Nature Communications (May 2019)

Functional rare and low frequency variants in BLK and BANK1 contribute to human lupus

  • Simon H. Jiang,
  • Vicki Athanasopoulos,
  • Julia I. Ellyard,
  • Aaron Chuah,
  • Jean Cappello,
  • Amelia Cook,
  • Savit B. Prabhu,
  • Jacob Cardenas,
  • Jinghua Gu,
  • Maurice Stanley,
  • Jonathan A. Roco,
  • Ilenia Papa,
  • Mehmet Yabas,
  • Giles D. Walters,
  • Gaetan Burgio,
  • Kathryn McKeon,
  • James M. Byers,
  • Charlotte Burrin,
  • Anselm Enders,
  • Lisa A. Miosge,
  • Pablo F. Canete,
  • Marija Jelusic,
  • Velibor Tasic,
  • Adrian C. Lungu,
  • Stephen I. Alexander,
  • Arthur R. Kitching,
  • David A. Fulcher,
  • Nan Shen,
  • Todor Arsov,
  • Paul A. Gatenby,
  • Jeff J. Babon,
  • Dominic F. Mallon,
  • Carmen de Lucas Collantes,
  • Eric A. Stone,
  • Philip Wu,
  • Matthew A. Field,
  • Thomas D. Andrews,
  • Eun Cho,
  • Virginia Pascual,
  • Matthew C. Cook,
  • Carola G. Vinuesa

DOI
https://doi.org/10.1038/s41467-019-10242-9
Journal volume & issue
Vol. 10, no. 1
pp. 1 – 12

Abstract

Read online

Function-altering variants of immune-related genes cause rare autoimmune syndromes, whereas their contribution to common autoimmune diseases remains uncharacterized. Here the authors show that rare variants of lupus-associated genes are present in the majority of lupus patients and healthy controls, but only the variants found in lupus patients alter gene function.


* WHAT THIS TASK INVOLVES
Write the entries out exactly. Any images they hold stay out of the copy.

* INFORMATION SUPPLIED
+++

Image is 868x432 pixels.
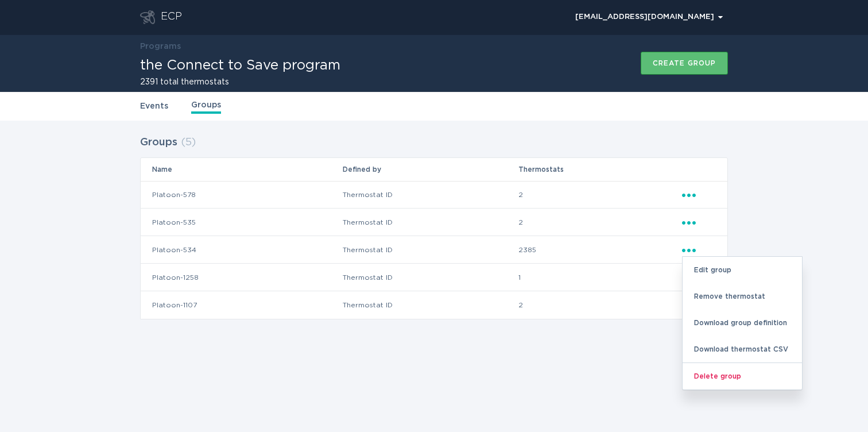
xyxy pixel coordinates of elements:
[342,208,519,236] td: Thermostat ID
[682,283,802,310] div: Remove thermostat
[570,9,728,26] button: Open user account details
[682,257,802,283] div: Edit group
[140,59,340,72] h1: the Connect to Save program
[518,181,682,208] td: 2
[140,236,728,264] tr: e78ef5104d5e4aceb3686244438f0445
[140,158,342,181] th: Name
[140,264,342,292] td: Platoon-1258
[140,78,340,86] h2: 2391 total thermostats
[140,10,155,24] button: Go to dashboard
[140,208,728,236] tr: 0149ededc9e24726acee6b70f0d78245
[140,181,728,208] tr: 3dae2d80a13e4eb78e811e181ae27e6c
[140,292,728,319] tr: b344d69839d44a6e8fd069ff52a2aa66
[140,181,342,208] td: Platoon-578
[641,52,728,74] button: Create group
[140,100,168,112] a: Events
[518,158,682,181] th: Thermostats
[518,264,682,292] td: 1
[342,292,519,319] td: Thermostat ID
[140,43,181,51] a: Programs
[682,216,716,228] div: Popover menu
[161,10,182,24] div: ECP
[342,158,519,181] th: Defined by
[682,336,802,362] div: Download thermostat CSV
[342,264,519,292] td: Thermostat ID
[570,9,728,26] div: Popover menu
[682,188,716,201] div: Popover menu
[653,60,716,67] div: Create group
[518,236,682,264] td: 2385
[342,236,519,264] td: Thermostat ID
[576,14,723,21] div: [EMAIL_ADDRESS][DOMAIN_NAME]
[140,132,177,153] h2: Groups
[181,138,196,148] span: ( 5 )
[518,292,682,319] td: 2
[140,208,342,236] td: Platoon-535
[518,208,682,236] td: 2
[140,158,728,181] tr: Table Headers
[342,181,519,208] td: Thermostat ID
[682,362,802,389] div: Delete group
[682,310,802,336] div: Download group definition
[191,99,221,114] a: Groups
[140,292,342,319] td: Platoon-1107
[140,264,728,292] tr: 49b6e888355b4e7f96b8c3b171beb629
[140,236,342,264] td: Platoon-534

+++

* EXPECTED OUTPUT
Image is 868x432 pixels.
xyxy pixel coordinates of elements:
[342,208,519,236] td: Thermostat ID
[682,283,802,310] div: Remove thermostat
[570,9,728,26] button: Open user account details
[682,257,802,283] div: Edit group
[140,59,340,72] h1: the Connect to Save program
[518,181,682,208] td: 2
[140,236,728,264] tr: e78ef5104d5e4aceb3686244438f0445
[140,158,342,181] th: Name
[140,264,342,292] td: Platoon-1258
[140,78,340,86] h2: 2391 total thermostats
[140,10,155,24] button: Go to dashboard
[140,208,728,236] tr: 0149ededc9e24726acee6b70f0d78245
[140,181,728,208] tr: 3dae2d80a13e4eb78e811e181ae27e6c
[140,292,728,319] tr: b344d69839d44a6e8fd069ff52a2aa66
[140,181,342,208] td: Platoon-578
[641,52,728,74] button: Create group
[140,100,168,112] a: Events
[518,158,682,181] th: Thermostats
[518,264,682,292] td: 1
[342,292,519,319] td: Thermostat ID
[140,43,181,51] a: Programs
[682,216,716,228] div: Popover menu
[161,10,182,24] div: ECP
[342,158,519,181] th: Defined by
[682,336,802,362] div: Download thermostat CSV
[342,264,519,292] td: Thermostat ID
[570,9,728,26] div: Popover menu
[682,188,716,201] div: Popover menu
[653,60,716,67] div: Create group
[518,236,682,264] td: 2385
[342,236,519,264] td: Thermostat ID
[576,14,723,21] div: [EMAIL_ADDRESS][DOMAIN_NAME]
[140,132,177,153] h2: Groups
[181,138,196,148] span: ( 5 )
[518,292,682,319] td: 2
[140,208,342,236] td: Platoon-535
[518,208,682,236] td: 2
[140,158,728,181] tr: Table Headers
[342,181,519,208] td: Thermostat ID
[682,362,802,389] div: Delete group
[682,310,802,336] div: Download group definition
[191,99,221,114] a: Groups
[140,292,342,319] td: Platoon-1107
[140,264,728,292] tr: 49b6e888355b4e7f96b8c3b171beb629
[140,236,342,264] td: Platoon-534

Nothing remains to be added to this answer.